Available records –
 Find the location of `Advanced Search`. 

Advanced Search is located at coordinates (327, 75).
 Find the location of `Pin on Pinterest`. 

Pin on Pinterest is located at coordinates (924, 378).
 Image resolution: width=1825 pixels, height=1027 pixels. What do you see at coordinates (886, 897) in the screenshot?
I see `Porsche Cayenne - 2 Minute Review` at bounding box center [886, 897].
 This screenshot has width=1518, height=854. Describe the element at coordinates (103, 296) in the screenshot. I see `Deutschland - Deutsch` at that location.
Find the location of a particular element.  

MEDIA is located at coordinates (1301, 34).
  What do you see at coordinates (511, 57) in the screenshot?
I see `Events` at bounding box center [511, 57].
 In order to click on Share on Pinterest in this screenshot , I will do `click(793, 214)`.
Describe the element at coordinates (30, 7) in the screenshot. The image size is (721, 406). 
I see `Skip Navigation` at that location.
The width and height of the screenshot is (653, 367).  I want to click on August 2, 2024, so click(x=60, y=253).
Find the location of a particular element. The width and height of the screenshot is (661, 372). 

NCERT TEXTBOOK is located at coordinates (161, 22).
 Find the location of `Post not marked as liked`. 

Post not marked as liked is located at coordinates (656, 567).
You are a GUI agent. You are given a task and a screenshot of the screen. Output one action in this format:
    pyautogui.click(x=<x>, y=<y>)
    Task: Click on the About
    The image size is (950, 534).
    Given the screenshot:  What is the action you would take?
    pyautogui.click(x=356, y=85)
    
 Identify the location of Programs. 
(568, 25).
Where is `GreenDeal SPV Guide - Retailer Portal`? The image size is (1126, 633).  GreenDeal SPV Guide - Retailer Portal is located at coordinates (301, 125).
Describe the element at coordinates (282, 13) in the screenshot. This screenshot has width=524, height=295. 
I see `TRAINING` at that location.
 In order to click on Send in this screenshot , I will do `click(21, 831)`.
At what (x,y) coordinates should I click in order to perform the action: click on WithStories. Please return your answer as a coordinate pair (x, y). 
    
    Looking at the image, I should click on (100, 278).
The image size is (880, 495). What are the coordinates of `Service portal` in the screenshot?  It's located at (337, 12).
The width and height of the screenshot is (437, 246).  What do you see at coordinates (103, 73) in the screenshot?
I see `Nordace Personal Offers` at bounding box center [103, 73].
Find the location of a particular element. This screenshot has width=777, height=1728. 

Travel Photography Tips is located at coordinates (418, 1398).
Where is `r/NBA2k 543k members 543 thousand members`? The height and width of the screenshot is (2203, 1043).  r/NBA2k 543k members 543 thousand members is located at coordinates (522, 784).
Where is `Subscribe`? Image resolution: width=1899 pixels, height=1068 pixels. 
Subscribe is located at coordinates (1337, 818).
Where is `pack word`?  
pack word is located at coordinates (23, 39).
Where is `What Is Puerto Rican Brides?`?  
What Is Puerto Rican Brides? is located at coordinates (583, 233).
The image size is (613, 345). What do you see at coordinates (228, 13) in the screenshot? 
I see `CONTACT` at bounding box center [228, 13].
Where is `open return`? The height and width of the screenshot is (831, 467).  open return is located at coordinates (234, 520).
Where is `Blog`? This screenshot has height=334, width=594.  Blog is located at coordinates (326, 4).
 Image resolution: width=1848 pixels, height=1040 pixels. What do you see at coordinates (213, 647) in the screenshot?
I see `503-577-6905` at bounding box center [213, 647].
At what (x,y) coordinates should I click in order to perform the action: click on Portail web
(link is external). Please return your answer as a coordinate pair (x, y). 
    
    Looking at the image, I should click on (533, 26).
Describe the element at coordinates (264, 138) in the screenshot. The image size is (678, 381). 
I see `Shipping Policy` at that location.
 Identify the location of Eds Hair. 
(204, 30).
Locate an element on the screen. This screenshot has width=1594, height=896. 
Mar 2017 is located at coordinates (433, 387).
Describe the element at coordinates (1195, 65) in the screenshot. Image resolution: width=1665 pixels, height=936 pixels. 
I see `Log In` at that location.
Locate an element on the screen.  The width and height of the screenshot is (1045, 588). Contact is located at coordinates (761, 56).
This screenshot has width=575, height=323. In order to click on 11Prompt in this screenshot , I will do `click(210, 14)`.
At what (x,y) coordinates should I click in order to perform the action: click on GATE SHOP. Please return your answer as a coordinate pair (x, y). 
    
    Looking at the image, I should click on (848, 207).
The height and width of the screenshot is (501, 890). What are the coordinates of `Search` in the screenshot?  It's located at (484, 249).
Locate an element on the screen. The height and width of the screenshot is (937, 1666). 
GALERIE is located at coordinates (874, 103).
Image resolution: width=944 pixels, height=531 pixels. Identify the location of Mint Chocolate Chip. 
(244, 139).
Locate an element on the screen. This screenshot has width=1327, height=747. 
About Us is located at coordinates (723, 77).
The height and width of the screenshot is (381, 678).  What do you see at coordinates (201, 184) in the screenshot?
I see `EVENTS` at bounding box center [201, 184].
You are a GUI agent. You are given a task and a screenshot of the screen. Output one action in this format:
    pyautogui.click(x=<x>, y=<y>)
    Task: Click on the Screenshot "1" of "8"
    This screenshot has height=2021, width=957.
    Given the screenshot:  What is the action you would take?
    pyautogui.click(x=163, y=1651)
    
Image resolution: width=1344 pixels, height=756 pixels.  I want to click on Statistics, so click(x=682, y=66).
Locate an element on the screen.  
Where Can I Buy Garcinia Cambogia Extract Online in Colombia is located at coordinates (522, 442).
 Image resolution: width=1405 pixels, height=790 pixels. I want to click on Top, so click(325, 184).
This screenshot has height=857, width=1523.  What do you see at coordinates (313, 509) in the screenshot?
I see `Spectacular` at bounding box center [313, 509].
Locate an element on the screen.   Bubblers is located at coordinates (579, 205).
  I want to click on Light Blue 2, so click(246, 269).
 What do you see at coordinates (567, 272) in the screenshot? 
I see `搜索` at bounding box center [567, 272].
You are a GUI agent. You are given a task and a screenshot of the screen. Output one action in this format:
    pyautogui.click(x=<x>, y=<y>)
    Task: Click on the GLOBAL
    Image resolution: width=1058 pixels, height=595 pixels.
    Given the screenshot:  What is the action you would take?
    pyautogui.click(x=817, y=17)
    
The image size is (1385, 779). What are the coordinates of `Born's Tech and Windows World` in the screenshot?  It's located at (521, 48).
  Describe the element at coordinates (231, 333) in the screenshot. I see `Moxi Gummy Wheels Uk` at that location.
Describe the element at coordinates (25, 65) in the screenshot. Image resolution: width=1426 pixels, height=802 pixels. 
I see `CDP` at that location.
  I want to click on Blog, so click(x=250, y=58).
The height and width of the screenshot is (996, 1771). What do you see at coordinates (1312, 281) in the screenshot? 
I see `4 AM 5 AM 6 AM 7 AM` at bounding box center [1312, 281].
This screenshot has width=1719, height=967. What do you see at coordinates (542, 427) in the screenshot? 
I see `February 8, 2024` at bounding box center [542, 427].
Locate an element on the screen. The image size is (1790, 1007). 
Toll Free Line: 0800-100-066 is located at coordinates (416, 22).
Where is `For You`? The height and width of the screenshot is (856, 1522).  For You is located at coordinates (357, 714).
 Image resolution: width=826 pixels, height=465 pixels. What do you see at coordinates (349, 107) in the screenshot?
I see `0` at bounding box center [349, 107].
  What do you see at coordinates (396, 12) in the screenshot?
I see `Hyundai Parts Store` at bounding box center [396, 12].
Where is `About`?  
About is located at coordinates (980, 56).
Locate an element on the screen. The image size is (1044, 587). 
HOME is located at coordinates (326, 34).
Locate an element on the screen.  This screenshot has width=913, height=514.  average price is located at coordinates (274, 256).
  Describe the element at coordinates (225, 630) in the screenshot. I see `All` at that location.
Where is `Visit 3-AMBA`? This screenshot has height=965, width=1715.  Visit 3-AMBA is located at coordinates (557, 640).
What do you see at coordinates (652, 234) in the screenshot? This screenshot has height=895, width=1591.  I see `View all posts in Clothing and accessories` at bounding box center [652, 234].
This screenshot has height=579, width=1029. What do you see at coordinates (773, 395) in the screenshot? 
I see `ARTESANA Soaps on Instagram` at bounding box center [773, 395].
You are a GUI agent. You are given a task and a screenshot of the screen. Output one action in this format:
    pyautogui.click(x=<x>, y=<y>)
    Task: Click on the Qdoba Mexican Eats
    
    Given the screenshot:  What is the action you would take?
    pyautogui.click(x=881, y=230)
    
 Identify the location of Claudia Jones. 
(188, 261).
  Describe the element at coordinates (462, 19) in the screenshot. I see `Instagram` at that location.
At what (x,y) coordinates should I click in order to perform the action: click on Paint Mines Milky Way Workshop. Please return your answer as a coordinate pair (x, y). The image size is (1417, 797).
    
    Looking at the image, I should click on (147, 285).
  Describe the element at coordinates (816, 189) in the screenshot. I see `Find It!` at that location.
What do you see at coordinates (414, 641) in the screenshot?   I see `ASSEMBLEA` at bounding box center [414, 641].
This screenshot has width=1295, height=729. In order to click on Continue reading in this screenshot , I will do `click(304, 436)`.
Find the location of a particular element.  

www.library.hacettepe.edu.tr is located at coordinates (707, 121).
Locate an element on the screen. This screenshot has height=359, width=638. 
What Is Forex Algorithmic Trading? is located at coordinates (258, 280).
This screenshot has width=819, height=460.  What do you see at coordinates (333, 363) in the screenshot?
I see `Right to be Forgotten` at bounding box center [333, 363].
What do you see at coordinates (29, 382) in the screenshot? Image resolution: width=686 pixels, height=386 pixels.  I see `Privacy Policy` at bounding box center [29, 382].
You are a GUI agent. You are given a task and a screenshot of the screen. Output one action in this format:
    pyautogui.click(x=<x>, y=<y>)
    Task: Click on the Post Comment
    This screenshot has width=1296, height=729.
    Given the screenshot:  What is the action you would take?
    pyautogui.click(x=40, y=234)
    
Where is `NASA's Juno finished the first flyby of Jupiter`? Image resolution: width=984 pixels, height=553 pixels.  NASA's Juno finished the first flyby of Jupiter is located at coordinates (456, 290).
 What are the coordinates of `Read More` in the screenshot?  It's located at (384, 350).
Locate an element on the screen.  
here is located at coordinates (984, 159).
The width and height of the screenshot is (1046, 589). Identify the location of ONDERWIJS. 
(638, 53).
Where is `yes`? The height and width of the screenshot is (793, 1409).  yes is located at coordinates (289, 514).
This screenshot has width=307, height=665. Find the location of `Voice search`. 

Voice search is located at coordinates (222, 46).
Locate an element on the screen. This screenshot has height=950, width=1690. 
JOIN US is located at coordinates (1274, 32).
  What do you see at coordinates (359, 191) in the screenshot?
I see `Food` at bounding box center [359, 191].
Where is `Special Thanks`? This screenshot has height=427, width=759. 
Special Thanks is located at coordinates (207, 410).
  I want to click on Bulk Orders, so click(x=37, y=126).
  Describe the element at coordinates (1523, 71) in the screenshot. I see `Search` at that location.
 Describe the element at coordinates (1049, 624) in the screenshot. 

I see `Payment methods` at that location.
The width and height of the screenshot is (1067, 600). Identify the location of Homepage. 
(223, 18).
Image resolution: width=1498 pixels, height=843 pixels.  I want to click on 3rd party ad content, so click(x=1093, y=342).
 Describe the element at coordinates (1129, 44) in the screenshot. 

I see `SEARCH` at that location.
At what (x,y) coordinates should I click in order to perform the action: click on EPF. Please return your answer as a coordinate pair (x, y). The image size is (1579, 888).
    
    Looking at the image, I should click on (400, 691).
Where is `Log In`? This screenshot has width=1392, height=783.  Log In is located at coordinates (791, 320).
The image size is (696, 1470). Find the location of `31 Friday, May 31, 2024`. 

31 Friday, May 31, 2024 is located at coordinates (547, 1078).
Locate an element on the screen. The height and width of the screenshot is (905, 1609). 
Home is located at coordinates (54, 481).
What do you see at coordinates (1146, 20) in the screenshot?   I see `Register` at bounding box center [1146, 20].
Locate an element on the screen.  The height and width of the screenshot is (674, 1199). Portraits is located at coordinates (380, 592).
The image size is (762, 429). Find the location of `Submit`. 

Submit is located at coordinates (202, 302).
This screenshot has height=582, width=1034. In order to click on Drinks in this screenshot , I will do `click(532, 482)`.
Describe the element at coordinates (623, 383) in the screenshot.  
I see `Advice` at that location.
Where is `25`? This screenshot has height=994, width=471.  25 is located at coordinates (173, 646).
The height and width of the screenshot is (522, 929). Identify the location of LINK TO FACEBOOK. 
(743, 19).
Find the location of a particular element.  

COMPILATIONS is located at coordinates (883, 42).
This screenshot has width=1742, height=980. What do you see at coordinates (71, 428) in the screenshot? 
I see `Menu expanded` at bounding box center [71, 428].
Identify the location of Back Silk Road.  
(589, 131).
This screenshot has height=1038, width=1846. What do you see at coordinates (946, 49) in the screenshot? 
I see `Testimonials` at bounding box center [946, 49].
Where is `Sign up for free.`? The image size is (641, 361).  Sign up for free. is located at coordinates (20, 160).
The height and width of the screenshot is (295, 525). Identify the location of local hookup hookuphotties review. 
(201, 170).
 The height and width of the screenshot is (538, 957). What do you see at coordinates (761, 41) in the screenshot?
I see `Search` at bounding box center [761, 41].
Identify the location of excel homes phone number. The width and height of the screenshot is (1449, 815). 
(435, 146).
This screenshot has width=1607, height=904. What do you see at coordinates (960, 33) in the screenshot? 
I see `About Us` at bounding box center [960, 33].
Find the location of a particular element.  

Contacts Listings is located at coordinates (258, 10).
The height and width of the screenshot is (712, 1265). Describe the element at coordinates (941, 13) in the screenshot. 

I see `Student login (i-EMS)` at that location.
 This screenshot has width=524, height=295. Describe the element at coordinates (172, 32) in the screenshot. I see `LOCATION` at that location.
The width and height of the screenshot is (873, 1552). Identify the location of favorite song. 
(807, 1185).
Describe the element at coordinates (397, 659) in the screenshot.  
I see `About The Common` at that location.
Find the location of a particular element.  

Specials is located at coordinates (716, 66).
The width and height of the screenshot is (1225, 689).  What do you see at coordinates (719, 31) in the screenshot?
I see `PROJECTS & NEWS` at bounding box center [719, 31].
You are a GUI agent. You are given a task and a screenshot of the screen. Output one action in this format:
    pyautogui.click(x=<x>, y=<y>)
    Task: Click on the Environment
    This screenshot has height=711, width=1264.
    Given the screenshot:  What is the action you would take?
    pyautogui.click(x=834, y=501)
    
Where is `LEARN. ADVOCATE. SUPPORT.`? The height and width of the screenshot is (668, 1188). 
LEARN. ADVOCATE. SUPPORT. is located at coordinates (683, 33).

Task requirements – The lines in the entries above that carry the word "will" must be copied.

Completed exercise –
 In order to click on Share on Pinterest in this screenshot , I will do `click(793, 214)`.
 In order to click on Send in this screenshot , I will do `click(21, 831)`.
This screenshot has width=575, height=323. In order to click on 11Prompt in this screenshot , I will do `click(210, 14)`.
This screenshot has width=1295, height=729. In order to click on Continue reading in this screenshot , I will do `click(304, 436)`.
This screenshot has height=582, width=1034. In order to click on Drinks in this screenshot , I will do `click(532, 482)`.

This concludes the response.